I’m pretty brill. Especially when it comes to generating ideas. I used to be invited into conference rooms to brainstorm on all sorts of topics, and I could generate 100s of ways to market or promote the client’s product. I was pretty pleased with myself, to be honest. I had three small children at home, and I was able to earn a very good living on 4 days a week, of mostly brainstorming, and then writing up and fleshing out these promotional concepts. It was a good gig, that also had perqs such as pizza, Nerf balls, Legos, and M&Ms. Plus, for the most part, brainstorming was fun for me.
Then I got the idea in my head that I should do more with my life than figure out a cool way for American Express to launch its new charge card, or Avon to do a celebrity video, or Burger King to increase traffic and sales. My kids were getting bigger, and I had a little bandwidth free up. 🙂
I wanted to write a book, that much was clear to me.
But like most people, I procrastinated. At least, that’s what I thought I was doing. And like most people I scolded myself for procrastinating. And then I had fears…
What if I’m not a writer, at all?
Has anyone else had that gut-wrenching thought? It’s a painful thought, and it kept me stuck for some time. I’d lost confidence, and spent at least a year procrastinating to avoid that thought.
I wasn’t actually procrastinating. I was stuck, and didn’t know how to get out of that stuck place (like Winnie-the-Pooh without Rabbit to consult.)
I hadn’t identified the right problem. I was working on other, inconsequential problems – like how to find time in my schedule, how to get myself to sit down and write, how organize my thoughts, how to get an agent, how to sell a book. These might seem like salient problems, but until I could get clarity on what and why I wanted to write, there wasn’t much point in sitting down, or finding an agent.
Meanwhile, every advice in the world said: Just do it. Or if you’re not doing it, you’re not a writer. Or preached discipline. And many of you reading this are chiming in, bec these tactics work for you. They don’t work for me. I could work for months on a great idea, only to give it up, and start on a new idea.
What I desperately needed to figure out is HOW TO CLARIFY my thoughts, and work on the right problem at the right time. (Again, many of you are good clarifiers and are saying “Duh…”) And before I could approach that problem I had to figure out:
What’s wrong with my brain?
I went for my Masters in Creativity. That’ll fix it. (And it did.) I learned that I was particularly, spectacularly bad at clarifying. (Remember, I’m spectacularly great at ideating, in case you’re judging me hard right now.) This diagnosis came from a creativity assessment called Foursight.
- When I generate ideas, I’m having fun, and I have lots of energy.
- When I have to clarify the problem, I slow down, feel sleepy, wanna quit.
- I have pretty even energy for developing ideas and implementing them.
I got this profile of how my creative thinking works (and sometimes doesn’t), and it was like a lightbulb was turned on in the attic of my brain. Being bad at clarifying wasn’t the end of the world, once you knew. When you know you can get help – either from someone else or by using a tool.
Not everything faced can be changed. But nothing changes if not faced. ~ James Baldwin
Once you know, you quit having that sinking feeling: what’s wrong with me? and do other people notice I’m bad at things they do easily? It frees your brain to think about other things like, what might be all the solutions to this clarifying problem? And I needed space to realize: I must learn to clarify or none of my good ideas would come to fruition.
My creative life and endeavors suddenly made sense too. I had jumped from idea to idea, bec ideas are fun and easy for me. I didn’t clarify what I wanted or what could go wrong, so my life stayed in a tailspin. I wasn’t putting down one idea, working it to completion, and then building on that. I wasn’t able to use my creativity to get me anywhere.
So, long story short, I learned to clarify. I learned tools that made my sluggish brain able to approach this problem with more confidence and better energy. My ideas got sorted, vetted, and chosen, based on an overarching criteria that I had thought through with my creative brain, just starting to take its first baby steps in clarifying.
I share this story, bec I think…
…a lot of creative people are struggling, and bec they don’t know what to call it, they call it procrastinating, beat themselves up, and don’t write.
Is your current struggle really “procrastination?” Hop on over to the FB Group – Write Without the Fight. This is the week we work together on our WRITE WITHOUT THE FIGHT 5-DAY CHALLENGE. Register for the challenge for reminders and worksheets. Come see your blindspot, your strengths and struggles. Come learn about your kooky, brilliant creative brain and how it works (and sometimes doesn’t.)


WORK INSTRUCTION -> Scan the records and identify every line in which the string "Detener" occurs, then return those lines.

THE DATA ->
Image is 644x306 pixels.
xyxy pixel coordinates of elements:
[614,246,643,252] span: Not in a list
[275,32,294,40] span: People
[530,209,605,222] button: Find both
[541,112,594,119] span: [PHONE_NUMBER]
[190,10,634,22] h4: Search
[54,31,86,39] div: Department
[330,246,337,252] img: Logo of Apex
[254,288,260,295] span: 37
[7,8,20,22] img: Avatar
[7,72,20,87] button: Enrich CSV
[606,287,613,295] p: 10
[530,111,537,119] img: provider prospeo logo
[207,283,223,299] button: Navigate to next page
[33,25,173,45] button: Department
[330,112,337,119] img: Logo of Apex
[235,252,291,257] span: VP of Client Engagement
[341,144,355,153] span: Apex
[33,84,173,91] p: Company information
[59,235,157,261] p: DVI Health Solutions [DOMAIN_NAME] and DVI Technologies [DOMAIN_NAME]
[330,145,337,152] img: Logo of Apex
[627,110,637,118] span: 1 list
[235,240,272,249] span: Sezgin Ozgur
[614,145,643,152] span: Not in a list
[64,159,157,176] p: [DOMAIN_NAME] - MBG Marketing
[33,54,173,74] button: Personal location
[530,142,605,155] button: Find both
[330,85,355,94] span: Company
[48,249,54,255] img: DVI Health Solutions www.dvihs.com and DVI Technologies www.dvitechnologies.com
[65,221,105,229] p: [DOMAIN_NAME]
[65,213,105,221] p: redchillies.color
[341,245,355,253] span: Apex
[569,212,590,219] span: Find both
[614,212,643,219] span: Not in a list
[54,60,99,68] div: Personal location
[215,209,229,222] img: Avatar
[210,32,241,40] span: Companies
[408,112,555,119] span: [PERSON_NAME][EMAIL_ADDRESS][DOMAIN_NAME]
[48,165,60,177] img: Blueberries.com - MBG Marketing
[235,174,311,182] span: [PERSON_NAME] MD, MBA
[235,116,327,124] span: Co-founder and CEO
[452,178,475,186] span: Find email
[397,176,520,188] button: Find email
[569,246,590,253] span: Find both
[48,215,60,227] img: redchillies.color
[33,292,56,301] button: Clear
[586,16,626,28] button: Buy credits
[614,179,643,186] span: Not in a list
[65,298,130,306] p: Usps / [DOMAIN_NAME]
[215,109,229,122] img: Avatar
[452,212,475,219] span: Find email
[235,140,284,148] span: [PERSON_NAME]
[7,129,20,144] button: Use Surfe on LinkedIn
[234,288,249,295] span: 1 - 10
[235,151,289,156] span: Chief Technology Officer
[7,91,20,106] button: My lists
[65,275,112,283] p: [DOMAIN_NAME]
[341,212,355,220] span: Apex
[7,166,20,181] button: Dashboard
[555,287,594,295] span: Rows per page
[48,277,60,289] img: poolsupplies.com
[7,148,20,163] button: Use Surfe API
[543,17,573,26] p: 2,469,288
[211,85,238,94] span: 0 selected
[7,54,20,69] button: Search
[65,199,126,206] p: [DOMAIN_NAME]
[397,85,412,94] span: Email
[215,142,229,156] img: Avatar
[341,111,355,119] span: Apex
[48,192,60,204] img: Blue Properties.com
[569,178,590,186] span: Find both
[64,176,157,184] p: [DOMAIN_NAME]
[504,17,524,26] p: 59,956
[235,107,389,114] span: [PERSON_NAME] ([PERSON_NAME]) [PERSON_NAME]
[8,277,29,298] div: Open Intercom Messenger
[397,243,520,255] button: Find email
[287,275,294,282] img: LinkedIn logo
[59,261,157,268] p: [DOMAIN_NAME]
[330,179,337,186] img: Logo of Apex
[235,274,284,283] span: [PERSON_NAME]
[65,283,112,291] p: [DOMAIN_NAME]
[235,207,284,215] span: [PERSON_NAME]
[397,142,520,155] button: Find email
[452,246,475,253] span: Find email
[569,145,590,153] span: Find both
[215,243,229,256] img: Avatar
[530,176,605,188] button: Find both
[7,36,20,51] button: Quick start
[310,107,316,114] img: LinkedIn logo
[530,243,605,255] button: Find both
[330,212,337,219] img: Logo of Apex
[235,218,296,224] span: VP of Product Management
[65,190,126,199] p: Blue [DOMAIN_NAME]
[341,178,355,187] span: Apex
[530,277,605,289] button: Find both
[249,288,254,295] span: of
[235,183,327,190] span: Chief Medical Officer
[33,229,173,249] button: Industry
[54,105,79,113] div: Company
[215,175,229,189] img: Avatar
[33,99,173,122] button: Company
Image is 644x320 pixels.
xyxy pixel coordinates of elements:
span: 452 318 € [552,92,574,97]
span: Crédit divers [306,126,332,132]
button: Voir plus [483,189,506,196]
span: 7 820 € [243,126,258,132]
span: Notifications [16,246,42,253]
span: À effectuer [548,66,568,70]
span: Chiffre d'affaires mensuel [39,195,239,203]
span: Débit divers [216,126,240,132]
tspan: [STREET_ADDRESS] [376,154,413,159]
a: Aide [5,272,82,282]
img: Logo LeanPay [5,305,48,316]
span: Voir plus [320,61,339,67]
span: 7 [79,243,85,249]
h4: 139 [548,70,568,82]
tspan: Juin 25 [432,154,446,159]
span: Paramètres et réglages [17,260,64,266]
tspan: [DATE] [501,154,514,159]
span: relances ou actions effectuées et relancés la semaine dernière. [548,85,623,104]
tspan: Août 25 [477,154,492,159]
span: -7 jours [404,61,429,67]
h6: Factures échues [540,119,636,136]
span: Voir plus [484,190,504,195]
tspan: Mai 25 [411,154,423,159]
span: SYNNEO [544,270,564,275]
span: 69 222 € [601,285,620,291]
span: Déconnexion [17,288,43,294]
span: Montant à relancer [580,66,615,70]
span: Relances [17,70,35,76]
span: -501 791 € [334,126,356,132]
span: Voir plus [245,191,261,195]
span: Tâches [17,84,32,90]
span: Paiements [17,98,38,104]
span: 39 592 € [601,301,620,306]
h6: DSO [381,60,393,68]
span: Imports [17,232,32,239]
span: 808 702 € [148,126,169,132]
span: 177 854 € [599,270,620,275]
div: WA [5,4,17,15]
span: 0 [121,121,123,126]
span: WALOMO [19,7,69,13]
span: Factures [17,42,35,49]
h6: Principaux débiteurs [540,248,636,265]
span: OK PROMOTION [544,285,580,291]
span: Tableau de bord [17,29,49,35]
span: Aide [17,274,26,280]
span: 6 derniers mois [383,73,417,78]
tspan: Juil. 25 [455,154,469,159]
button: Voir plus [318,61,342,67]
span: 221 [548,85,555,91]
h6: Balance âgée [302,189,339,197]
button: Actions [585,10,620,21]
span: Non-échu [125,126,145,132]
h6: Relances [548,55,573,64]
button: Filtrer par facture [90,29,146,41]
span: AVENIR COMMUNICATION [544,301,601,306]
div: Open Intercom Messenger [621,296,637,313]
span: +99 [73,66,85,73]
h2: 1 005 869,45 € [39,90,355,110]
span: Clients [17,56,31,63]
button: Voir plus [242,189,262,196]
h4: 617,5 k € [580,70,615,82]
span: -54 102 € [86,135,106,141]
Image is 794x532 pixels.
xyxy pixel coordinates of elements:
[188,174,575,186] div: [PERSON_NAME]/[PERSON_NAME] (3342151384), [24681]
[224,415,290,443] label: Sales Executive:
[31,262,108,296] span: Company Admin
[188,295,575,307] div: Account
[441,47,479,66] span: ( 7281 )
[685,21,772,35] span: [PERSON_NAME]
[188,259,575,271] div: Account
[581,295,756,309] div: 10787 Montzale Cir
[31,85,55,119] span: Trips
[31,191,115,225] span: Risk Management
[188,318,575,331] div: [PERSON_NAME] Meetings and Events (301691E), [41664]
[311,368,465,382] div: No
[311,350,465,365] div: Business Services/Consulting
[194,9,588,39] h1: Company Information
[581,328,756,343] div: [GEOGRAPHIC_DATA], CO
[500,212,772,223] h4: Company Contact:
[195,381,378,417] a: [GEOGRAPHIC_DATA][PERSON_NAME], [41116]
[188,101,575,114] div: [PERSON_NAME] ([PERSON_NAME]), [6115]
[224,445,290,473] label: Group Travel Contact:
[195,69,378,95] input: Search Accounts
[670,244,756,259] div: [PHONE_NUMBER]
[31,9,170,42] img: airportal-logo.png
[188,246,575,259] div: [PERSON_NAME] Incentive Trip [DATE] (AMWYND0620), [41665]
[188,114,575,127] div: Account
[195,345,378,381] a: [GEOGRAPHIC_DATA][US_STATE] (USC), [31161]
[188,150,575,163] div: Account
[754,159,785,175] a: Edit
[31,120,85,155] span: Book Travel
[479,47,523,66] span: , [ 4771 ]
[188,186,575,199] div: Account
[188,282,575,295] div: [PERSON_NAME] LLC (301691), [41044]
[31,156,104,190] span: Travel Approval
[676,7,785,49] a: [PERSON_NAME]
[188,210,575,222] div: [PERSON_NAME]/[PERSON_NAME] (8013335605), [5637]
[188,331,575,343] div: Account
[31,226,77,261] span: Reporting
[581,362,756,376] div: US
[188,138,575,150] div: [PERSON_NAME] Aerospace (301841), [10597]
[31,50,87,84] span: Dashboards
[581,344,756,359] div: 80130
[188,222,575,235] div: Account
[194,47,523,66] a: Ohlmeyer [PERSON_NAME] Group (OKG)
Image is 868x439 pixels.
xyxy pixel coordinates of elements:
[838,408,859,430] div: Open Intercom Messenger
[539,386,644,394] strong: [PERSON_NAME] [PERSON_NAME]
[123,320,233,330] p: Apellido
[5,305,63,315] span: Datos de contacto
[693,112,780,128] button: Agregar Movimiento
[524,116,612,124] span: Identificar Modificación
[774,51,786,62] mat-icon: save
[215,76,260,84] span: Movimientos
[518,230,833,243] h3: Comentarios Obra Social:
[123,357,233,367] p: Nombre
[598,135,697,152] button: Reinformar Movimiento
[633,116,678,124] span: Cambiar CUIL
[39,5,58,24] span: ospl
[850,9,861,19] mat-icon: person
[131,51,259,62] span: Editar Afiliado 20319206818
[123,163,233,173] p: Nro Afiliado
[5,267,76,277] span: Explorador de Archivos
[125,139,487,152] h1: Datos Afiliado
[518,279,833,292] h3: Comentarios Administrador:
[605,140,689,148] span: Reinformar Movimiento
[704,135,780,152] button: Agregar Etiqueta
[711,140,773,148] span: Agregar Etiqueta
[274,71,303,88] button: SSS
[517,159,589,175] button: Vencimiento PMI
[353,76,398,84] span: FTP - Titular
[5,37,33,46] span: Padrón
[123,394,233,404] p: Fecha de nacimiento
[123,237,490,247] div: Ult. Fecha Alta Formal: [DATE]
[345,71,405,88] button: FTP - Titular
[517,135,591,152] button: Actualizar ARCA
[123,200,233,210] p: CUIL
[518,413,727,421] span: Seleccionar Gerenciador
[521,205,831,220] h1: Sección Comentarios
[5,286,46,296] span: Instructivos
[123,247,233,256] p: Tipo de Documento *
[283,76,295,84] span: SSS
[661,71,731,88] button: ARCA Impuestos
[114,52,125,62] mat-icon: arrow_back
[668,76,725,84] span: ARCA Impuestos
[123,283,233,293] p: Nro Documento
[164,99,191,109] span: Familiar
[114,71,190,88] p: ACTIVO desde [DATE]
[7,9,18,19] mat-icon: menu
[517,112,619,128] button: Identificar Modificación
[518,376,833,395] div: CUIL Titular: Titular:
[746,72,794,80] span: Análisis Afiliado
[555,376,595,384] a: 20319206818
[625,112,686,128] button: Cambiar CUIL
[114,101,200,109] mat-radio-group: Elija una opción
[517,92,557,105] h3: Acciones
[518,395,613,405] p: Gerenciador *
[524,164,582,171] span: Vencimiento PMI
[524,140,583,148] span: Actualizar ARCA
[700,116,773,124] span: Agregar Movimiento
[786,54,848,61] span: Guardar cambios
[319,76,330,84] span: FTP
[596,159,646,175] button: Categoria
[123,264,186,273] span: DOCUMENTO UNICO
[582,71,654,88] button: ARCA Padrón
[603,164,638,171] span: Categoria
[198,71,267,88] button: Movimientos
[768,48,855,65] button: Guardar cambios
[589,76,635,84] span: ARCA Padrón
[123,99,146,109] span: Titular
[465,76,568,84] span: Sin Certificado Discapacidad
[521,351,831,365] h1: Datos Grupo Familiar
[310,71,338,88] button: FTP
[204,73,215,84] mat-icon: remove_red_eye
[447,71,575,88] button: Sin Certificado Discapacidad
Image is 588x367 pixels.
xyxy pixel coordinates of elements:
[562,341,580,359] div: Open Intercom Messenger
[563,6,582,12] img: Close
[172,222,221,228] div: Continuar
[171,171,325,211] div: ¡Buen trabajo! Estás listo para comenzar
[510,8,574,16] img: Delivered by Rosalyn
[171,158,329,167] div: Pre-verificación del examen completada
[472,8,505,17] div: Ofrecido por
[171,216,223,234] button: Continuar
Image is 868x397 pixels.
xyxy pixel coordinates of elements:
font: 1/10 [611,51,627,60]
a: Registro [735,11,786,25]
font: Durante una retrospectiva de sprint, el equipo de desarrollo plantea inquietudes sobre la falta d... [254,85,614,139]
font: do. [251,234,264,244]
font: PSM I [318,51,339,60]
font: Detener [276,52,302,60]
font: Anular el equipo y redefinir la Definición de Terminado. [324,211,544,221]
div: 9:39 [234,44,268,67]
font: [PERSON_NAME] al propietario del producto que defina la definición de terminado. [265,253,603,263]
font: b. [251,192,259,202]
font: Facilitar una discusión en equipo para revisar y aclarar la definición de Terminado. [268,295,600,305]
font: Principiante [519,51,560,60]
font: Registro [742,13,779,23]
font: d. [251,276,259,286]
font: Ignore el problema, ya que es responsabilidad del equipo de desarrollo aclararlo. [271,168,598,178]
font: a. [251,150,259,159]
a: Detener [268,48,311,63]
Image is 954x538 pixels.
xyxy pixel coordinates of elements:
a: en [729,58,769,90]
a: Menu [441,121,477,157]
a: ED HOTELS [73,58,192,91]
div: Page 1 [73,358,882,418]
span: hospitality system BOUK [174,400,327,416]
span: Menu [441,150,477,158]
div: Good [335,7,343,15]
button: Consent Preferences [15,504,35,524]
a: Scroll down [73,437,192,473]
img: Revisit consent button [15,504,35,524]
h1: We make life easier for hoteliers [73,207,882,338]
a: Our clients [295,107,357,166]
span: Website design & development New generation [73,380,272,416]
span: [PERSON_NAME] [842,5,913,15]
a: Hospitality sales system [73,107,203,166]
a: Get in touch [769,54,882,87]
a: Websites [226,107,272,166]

RESULT OF THIS EXERCISE ->
font: Detener [276,52,302,60]
a: Detener [268,48,311,63]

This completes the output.